For infants born with congenital heart disease and some premature babies, necrotizing enterocolitis, a serious gastrointestinal problem, can pose a worrisome threat. Treatment is most effective when started early, but currently a diagnosis is confirmed only after symptoms appear, at which point substantial damage may already have occurred. What’s more, treatment can involve extended hospital stays or surgeries, and necrotizing enterocolitis can cause lifelong complications.
In a quest to detect NEC before symptoms appear, Danielle Gottlieb Sen, director of pediatric cardiac surgery at Johns Hopkins Children’s Center, and Hopkins biomedical engineering professor Youseph Yazdi have teamed up with MIT’s Ellen Roche to develop a noninvasive device that goes on a baby's belly to monitor intestinal ischemia, inadequate blood flow that is a known biomarker of the onset of NEC. The device, which will connect to bedside monitors, uses near-infrared spectroscopy (NIRS) sensors to continuously record, store and transmit data.

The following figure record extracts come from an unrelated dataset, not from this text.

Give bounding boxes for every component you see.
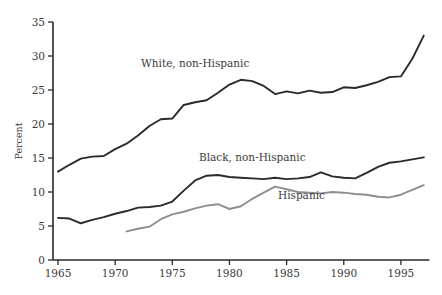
line-chart-svg: 05101520253035 1965197019751980198519901… bbox=[0, 0, 442, 295]
y-tick-label: 35 bbox=[32, 16, 45, 28]
series-line bbox=[58, 157, 424, 223]
series-label: Hispanic bbox=[278, 189, 325, 201]
y-tick-label: 20 bbox=[32, 118, 45, 130]
x-tick-label: 1990 bbox=[330, 267, 357, 279]
y-tick-label: 15 bbox=[32, 152, 45, 164]
y-tick-label: 10 bbox=[32, 186, 45, 198]
series-label: White, non-Hispanic bbox=[141, 57, 249, 69]
series-label: Black, non-Hispanic bbox=[199, 151, 306, 163]
y-axis-title-text: Percent bbox=[13, 122, 24, 159]
y-tick-label: 30 bbox=[32, 50, 45, 62]
x-axis: 1965197019751980198519901995 bbox=[45, 260, 430, 279]
x-tick-label: 1980 bbox=[216, 267, 243, 279]
y-tick-label: 5 bbox=[38, 220, 45, 232]
y-tick-label: 0 bbox=[38, 254, 45, 266]
y-axis-title: Percent bbox=[13, 122, 24, 159]
series-line bbox=[127, 185, 424, 231]
chart-container: 05101520253035 1965197019751980198519901… bbox=[0, 0, 442, 295]
x-tick-label: 1975 bbox=[159, 267, 186, 279]
x-tick-label: 1970 bbox=[102, 267, 129, 279]
x-tick-label: 1965 bbox=[45, 267, 72, 279]
x-tick-label: 1985 bbox=[273, 267, 300, 279]
y-tick-label: 25 bbox=[32, 84, 45, 96]
x-tick-label: 1995 bbox=[388, 267, 415, 279]
y-axis: 05101520253035 bbox=[32, 16, 53, 266]
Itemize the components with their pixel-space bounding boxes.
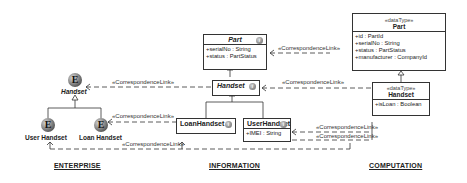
class-attributes: +IMEI : String [244,128,290,138]
enterprise-loan-handset-label: Loan Handset [79,134,122,141]
info-loan-handset-class[interactable]: LoanHandset i [176,118,236,134]
info-icon: i [280,121,287,128]
class-attributes: +isLoan : Boolean [373,99,429,109]
entity-icon: E [68,73,82,87]
entity-icon: E [94,118,108,132]
info-handset-class[interactable]: Handset i [212,80,260,96]
info-icon: i [256,37,263,44]
info-user-handset-class[interactable]: UserHandset i +IMEI : String [243,118,291,142]
class-header: UserHandset i [244,119,290,128]
correspondence-link-label: «CorrespondenceLink» [278,45,340,51]
section-computation: COMPUTATION [369,162,422,169]
class-header: Handset i [213,81,259,90]
class-name: Part [355,23,443,30]
attribute: +serialNo : String [206,46,264,53]
correspondence-link-label: «CorrespondenceLink» [112,79,174,85]
class-header: «dataType» Handset [373,83,429,99]
attribute: +status : PartStatus [206,53,264,60]
attribute: +status : PartStatus [355,47,443,54]
class-name: Part [228,36,242,43]
correspondence-diagram: E Handset E User Handset E Loan Handset … [0,0,467,183]
attribute: +manufacturer : CompanyId [355,54,443,61]
section-enterprise: ENTERPRISE [54,162,101,169]
section-information: INFORMATION [209,162,260,169]
class-name: Handset [375,91,427,98]
class-header: LoanHandset i [177,119,235,128]
attribute: +id : PartId [355,33,443,40]
class-name: Handset [217,82,245,89]
info-part-class[interactable]: Part i +serialNo : String +status : Part… [203,34,267,70]
comp-handset-datatype[interactable]: «dataType» Handset +isLoan : Boolean [372,82,430,116]
info-icon: i [249,83,256,90]
comp-part-datatype[interactable]: «dataType» Part +id : PartId +serialNo :… [352,13,446,71]
correspondence-link-label: «CorrespondenceLink» [316,133,378,139]
correspondence-link-label: «CorrespondenceLink» [112,113,174,119]
class-name: LoanHandset [180,120,224,127]
attribute: +IMEI : String [246,130,288,137]
enterprise-handset-label: Handset [61,88,87,95]
class-attributes: +serialNo : String +status : PartStatus [204,44,266,61]
class-header: Part i [204,35,266,44]
enterprise-user-handset-label: User Handset [25,134,67,141]
correspondence-link-label: «CorrespondenceLink» [282,79,344,85]
attribute: +serialNo : String [355,40,443,47]
correspondence-link-label: «CorrespondenceLink» [122,141,184,147]
correspondence-link-label: «CorrespondenceLink» [316,124,378,130]
entity-icon: E [41,118,55,132]
attribute: +isLoan : Boolean [375,101,427,108]
class-header: «dataType» Part [353,14,445,31]
info-icon: i [225,121,232,128]
class-attributes: +id : PartId +serialNo : String +status … [353,31,445,62]
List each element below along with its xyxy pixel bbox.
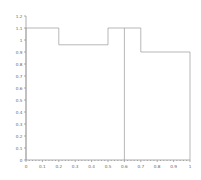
x-tick-label: 0.8: [154, 164, 161, 169]
x-tick-label: 0.6: [121, 164, 128, 169]
x-tick-label: 0.9: [170, 164, 177, 169]
y-tick-label: 1.2: [16, 14, 23, 19]
x-tick-label: 0: [25, 164, 28, 169]
x-tick-label: 0.2: [55, 164, 62, 169]
y-tick-label: 0.3: [16, 122, 23, 127]
step-histogram-chart: 00.10.20.30.40.50.60.70.80.911.11.2 00.1…: [0, 0, 201, 180]
y-axis-tick-labels: 00.10.20.30.40.50.60.70.80.911.11.2: [16, 14, 23, 163]
x-tick-label: 0.7: [137, 164, 144, 169]
y-tick-label: 0: [20, 158, 23, 163]
y-tick-label: 0.9: [16, 50, 23, 55]
y-tick-label: 0.4: [16, 110, 23, 115]
x-tick-label: 0.4: [88, 164, 95, 169]
step-outline-path: [26, 28, 190, 160]
y-tick-label: 0.5: [16, 98, 23, 103]
y-tick-label: 1: [20, 38, 23, 43]
chart-container: 00.10.20.30.40.50.60.70.80.911.11.2 00.1…: [0, 0, 201, 180]
y-tick-label: 0.8: [16, 62, 23, 67]
x-tick-label: 1: [189, 164, 192, 169]
x-tick-label: 0.5: [105, 164, 112, 169]
y-tick-label: 0.7: [16, 74, 23, 79]
x-tick-label: 0.1: [39, 164, 46, 169]
y-tick-label: 1.1: [16, 26, 23, 31]
x-tick-label: 0.3: [72, 164, 79, 169]
y-tick-label: 0.1: [16, 146, 23, 151]
y-tick-label: 0.6: [16, 86, 23, 91]
x-axis-tick-labels: 00.10.20.30.40.50.60.70.80.91: [25, 164, 192, 169]
y-tick-label: 0.2: [16, 134, 23, 139]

The team, which recently received funding from the Cohen Translational Engineering Fund at Johns Hopkins, is building NIRS sensors that account for differences in pediatric patient size, and they are mapping pediatric intestine and vascular beds to ensure monitoring specificity. Their work could serve as a platform to develop accurate NIRS sensors for others tissues and diseases.
The researchers plan to use the funding to build the device as well as obtain results to start the process of receiving device approval from the U.S. Food and Drug Administration.